Wikipedia: Axel Springer
The Axel-Springer-Building in Hamburg, Germany.

Axel Springer (May 2, 1912, Altona, Hamburg - September 22, 1985, West Berlin), was a German journalist and the founder and owner of the Axel Springer AG publishing company.

Springer was born as Axel Cäsar Springer in Hamburg, where his father worked as publisher. As a young man, in 1940-41, Springer acted as projectionist at the Waterloo cinema, near the Dammtor railway station, which presented American films for the well-to-do youth of Hamburg until Germany's declaration of war against the United States in December 1941.[1]

Springer's career started with the foundation of Axel Springer GmbH in Hamburg in 1946. He published the Hamburger Abendblatt newspaper, followed by some magazines, including the popular radio and TV programme magazine Hör zu.

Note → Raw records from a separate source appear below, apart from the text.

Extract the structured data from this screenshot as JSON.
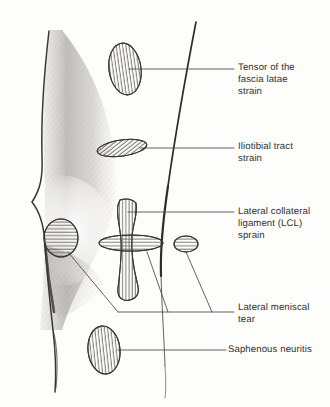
{
  "figure": {
    "kind": "anatomical-sketch",
    "background_color": "#fdfdfb",
    "ink_color": "#3a3836",
    "text_color": "#333231",
    "shading_color": "#8d8a86"
  },
  "labels": [
    {
      "id": "tensor-fascia-latae",
      "text": "Tensor of the\nfascia latae\nstrain",
      "x": 238,
      "y": 62
    },
    {
      "id": "iliotibial-tract",
      "text": "Iliotibial tract\nstrain",
      "x": 238,
      "y": 141
    },
    {
      "id": "lateral-collateral-ligament",
      "text": "Lateral collateral\nligament (LCL)\nsprain",
      "x": 238,
      "y": 206
    },
    {
      "id": "lateral-meniscal-tear",
      "text": "Lateral meniscal\ntear",
      "x": 238,
      "y": 302
    },
    {
      "id": "saphenous-neuritis",
      "text": "Saphenous neuritis",
      "x": 228,
      "y": 344
    }
  ],
  "lesions": [
    {
      "id": "tensor-fascia-latae-lesion",
      "shape": "oval",
      "hatch": "vertical",
      "cx": 125,
      "cy": 69,
      "rx": 16,
      "ry": 26,
      "rotate": -8
    },
    {
      "id": "iliotibial-tract-lesion",
      "shape": "elongated-oval",
      "hatch": "diagonal",
      "cx": 122,
      "cy": 148,
      "rx": 25,
      "ry": 8,
      "rotate": -8
    },
    {
      "id": "lateral-collateral-ligament-lesion",
      "shape": "ligament-band",
      "hatch": "vertical",
      "cx": 128,
      "cy": 250,
      "rx": 10,
      "ry": 52,
      "rotate": 0
    },
    {
      "id": "lateral-meniscus-lesion",
      "shape": "horizontal-bar",
      "hatch": "horizontal",
      "cx": 131,
      "cy": 243,
      "rx": 32,
      "ry": 8,
      "rotate": 0
    },
    {
      "id": "lateral-meniscus-posterior-lesion",
      "shape": "small-oval",
      "hatch": "horizontal",
      "cx": 186,
      "cy": 244,
      "rx": 12,
      "ry": 8,
      "rotate": 0
    },
    {
      "id": "pes-anserine-lesion",
      "shape": "oval",
      "hatch": "horizontal",
      "cx": 61,
      "cy": 238,
      "rx": 17,
      "ry": 19,
      "rotate": 0
    },
    {
      "id": "saphenous-neuritis-lesion",
      "shape": "oval",
      "hatch": "vertical",
      "cx": 104,
      "cy": 350,
      "rx": 16,
      "ry": 24,
      "rotate": -6
    }
  ],
  "leader_lines": [
    {
      "id": "leader-tensor-fascia-latae",
      "points": "129,69 234,69"
    },
    {
      "id": "leader-iliotibial-tract",
      "points": "140,148 234,148"
    },
    {
      "id": "leader-lateral-collateral-ligament",
      "points": "128,212 234,212"
    },
    {
      "id": "leader-meniscal-trunk",
      "points": "118,312 234,312"
    },
    {
      "id": "leader-meniscal-from-pes",
      "points": "68,252 118,312"
    },
    {
      "id": "leader-meniscal-from-bar",
      "points": "147,252 168,312"
    },
    {
      "id": "leader-meniscal-from-posterior",
      "points": "186,252 212,312"
    },
    {
      "id": "leader-saphenous-neuritis",
      "points": "118,350 226,350"
    }
  ]
}
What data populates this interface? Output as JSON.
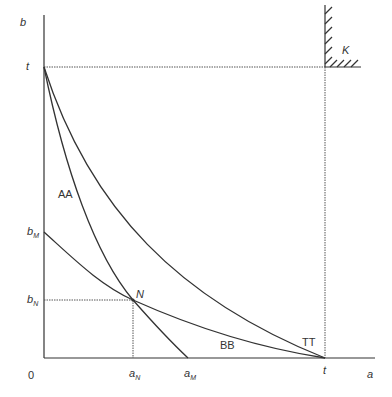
{
  "diagram": {
    "axes": {
      "x_label": "a",
      "y_label": "b",
      "origin_label": "0"
    },
    "y_ticks": [
      {
        "main": "t",
        "sub": ""
      },
      {
        "main": "b",
        "sub": "M"
      },
      {
        "main": "b",
        "sub": "N"
      }
    ],
    "x_ticks": [
      {
        "main": "a",
        "sub": "N"
      },
      {
        "main": "a",
        "sub": "M"
      },
      {
        "main": "t",
        "sub": ""
      }
    ],
    "curves": [
      {
        "label": "AA",
        "description": "steep convex curve from (0,t) through N to (a_M,0)"
      },
      {
        "label": "BB",
        "description": "flatter convex curve from (0,b_M) through N to (t,0)"
      },
      {
        "label": "TT",
        "description": "outer convex curve from (0,t) to (t,0)"
      }
    ],
    "points": [
      {
        "label": "N"
      }
    ],
    "region": {
      "label": "K"
    }
  },
  "colors": {
    "line": "#333333",
    "dotted": "#555555",
    "background": "#ffffff"
  }
}
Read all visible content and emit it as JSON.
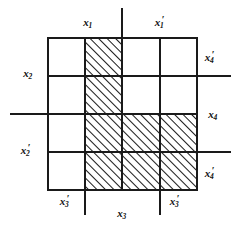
{
  "figure": {
    "type": "grid-diagram",
    "grid": {
      "columns": 4,
      "rows": 4,
      "left": 48,
      "top": 38,
      "right": 197,
      "bottom": 190,
      "x_lines": [
        48,
        85,
        122,
        160,
        197
      ],
      "y_lines": [
        38,
        76,
        114,
        152,
        190
      ]
    },
    "shaded_cells": [
      {
        "col": 2,
        "row": 1
      },
      {
        "col": 2,
        "row": 2
      },
      {
        "col": 2,
        "row": 3
      },
      {
        "col": 2,
        "row": 4
      },
      {
        "col": 3,
        "row": 3
      },
      {
        "col": 3,
        "row": 4
      },
      {
        "col": 4,
        "row": 3
      },
      {
        "col": 4,
        "row": 4
      }
    ],
    "extension_lines": [
      {
        "orientation": "vertical",
        "pos": 122,
        "from": 8,
        "to": 38
      },
      {
        "orientation": "vertical",
        "pos": 85,
        "from": 190,
        "to": 215
      },
      {
        "orientation": "vertical",
        "pos": 160,
        "from": 190,
        "to": 215
      },
      {
        "orientation": "horizontal",
        "pos": 114,
        "from": 10,
        "to": 48
      },
      {
        "orientation": "horizontal",
        "pos": 76,
        "from": 197,
        "to": 231
      },
      {
        "orientation": "horizontal",
        "pos": 152,
        "from": 197,
        "to": 231
      }
    ],
    "stroke_color": "#1a1a1a",
    "hatch_color": "#1a1a1a",
    "background_color": "#ffffff"
  },
  "labels": {
    "top_left": {
      "base": "x",
      "sub": "1",
      "prime": false,
      "x": 88,
      "y": 22
    },
    "top_right": {
      "base": "x",
      "sub": "1",
      "prime": true,
      "x": 161,
      "y": 22
    },
    "left_upper": {
      "base": "x",
      "sub": "2",
      "prime": false,
      "x": 28,
      "y": 73
    },
    "left_lower": {
      "base": "x",
      "sub": "2",
      "prime": true,
      "x": 27,
      "y": 150
    },
    "right_upper": {
      "base": "x",
      "sub": "4",
      "prime": true,
      "x": 211,
      "y": 57
    },
    "right_middle": {
      "base": "x",
      "sub": "4",
      "prime": false,
      "x": 213,
      "y": 114
    },
    "right_lower": {
      "base": "x",
      "sub": "4",
      "prime": true,
      "x": 211,
      "y": 173
    },
    "bottom_left": {
      "base": "x",
      "sub": "3",
      "prime": true,
      "x": 66,
      "y": 201
    },
    "bottom_center": {
      "base": "x",
      "sub": "3",
      "prime": false,
      "x": 122,
      "y": 213
    },
    "bottom_right": {
      "base": "x",
      "sub": "3",
      "prime": true,
      "x": 176,
      "y": 201
    }
  }
}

In 1952, Springer started the publication of the tabloid Bild, becoming the daily newspaper for millions in Germany and one important influence on public opinion.

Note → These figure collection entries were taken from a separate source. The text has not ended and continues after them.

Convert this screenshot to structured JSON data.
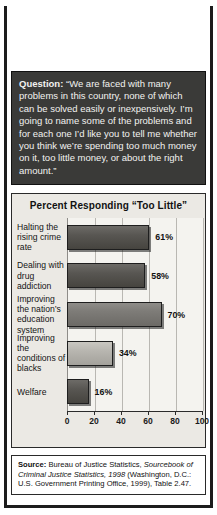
{
  "banner": {
    "word1": "What",
    "word2": "Americans",
    "word3": "Think"
  },
  "question": {
    "label": "Question:",
    "text": " “We are faced with many problems in this country, none of which can be solved easily or inexpensively. I’m going to name some of the problems and for each one I’d like you to tell me whether you think we’re spending too much money on it, too little money, or about the right amount.”"
  },
  "chart_data": {
    "type": "bar",
    "orientation": "horizontal",
    "title": "Percent Responding “Too Little”",
    "categories": [
      "Halting the rising crime rate",
      "Dealing with drug addiction",
      "Improving the nation’s education system",
      "Improving the conditions of blacks",
      "Welfare"
    ],
    "values": [
      61,
      58,
      70,
      34,
      16
    ],
    "value_labels": [
      "61%",
      "58%",
      "70%",
      "34%",
      "16%"
    ],
    "xlabel": "",
    "ylabel": "",
    "xlim": [
      0,
      100
    ],
    "xticks": [
      0,
      20,
      40,
      60,
      80,
      100
    ],
    "xtick_labels": [
      "0",
      "20",
      "40",
      "60",
      "80",
      "100"
    ],
    "grid": true,
    "legend": false
  },
  "source": {
    "label": "Source:",
    "part1": " Bureau of Justice Statistics, ",
    "italic1": "Sourcebook of Criminal Justice Statistics, 1998",
    "part2": " (Washington, D.C.: U.S. Government Printing Office, 1999), Table 2.47."
  }
}
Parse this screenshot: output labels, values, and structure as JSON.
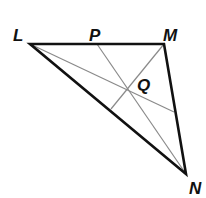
{
  "diagram": {
    "type": "triangle-with-cevians",
    "vertices": [
      {
        "id": "L",
        "label": "L",
        "x": 30,
        "y": 44,
        "label_x": 13,
        "label_y": 41
      },
      {
        "id": "M",
        "label": "M",
        "x": 164,
        "y": 44,
        "label_x": 163,
        "label_y": 41
      },
      {
        "id": "N",
        "label": "N",
        "x": 186,
        "y": 174,
        "label_x": 189,
        "label_y": 194
      }
    ],
    "points": [
      {
        "id": "P",
        "label": "P",
        "x": 97,
        "y": 44,
        "label_x": 89,
        "label_y": 41
      },
      {
        "id": "Q",
        "label": "Q",
        "x": 126,
        "y": 91,
        "label_x": 137,
        "label_y": 91
      }
    ],
    "sides": [
      {
        "from": "L",
        "to": "M"
      },
      {
        "from": "M",
        "to": "N"
      },
      {
        "from": "N",
        "to": "L"
      }
    ],
    "segments": [
      {
        "name": "P-to-N",
        "x1": 97,
        "y1": 44,
        "x2": 186,
        "y2": 174
      },
      {
        "name": "M-to-LN-foot",
        "x1": 164,
        "y1": 44,
        "x2": 111,
        "y2": 109
      },
      {
        "name": "L-to-MN",
        "x1": 30,
        "y1": 44,
        "x2": 174,
        "y2": 112
      }
    ],
    "colors": {
      "sides": "#111111",
      "segments": "#8a8a8a",
      "labels": "#111111"
    }
  }
}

He went on to launch and acquire a string of papers and magazines characterised by entertainment and conservative politics. The Axel Springer Verlag today is one of the major magazine and newspaper publishers in Germany with over 180 newspapers and magazines in circulation: 23.7% of the German market in 1999.

Axel Springer had connections with the Grand Orient of Freemasonry in West Germany.[citation needed]

In the late 1960s, Springer was attacked by the radical-leftist, communist and anarchist student movement for the political opinion pushed forward via Bild and the other Springer media and became a goal of their protest marches and direct actions. Springer was swift to denounce those who questioned the economic miracle of the fifties and sixties. The attempted assassination of Rudi Dutschke has by some been connected to Bild's condemnation of the protesters.[citation needed]

Springer's political views and that of his publications is often characterized as conservative by German standards.

Springer's Bild newspaper was attacked most famously in 1974's The Lost Honour of Katharina Blum by Heinrich Böll.

Springer died in West Berlin in 1985.

References

  1. ^ Richard J. Evans, "The Third Reich at War", p. 578. New York: Penguin Group (USA) Inc., 2009. ISBN 978-1-59420-206-3.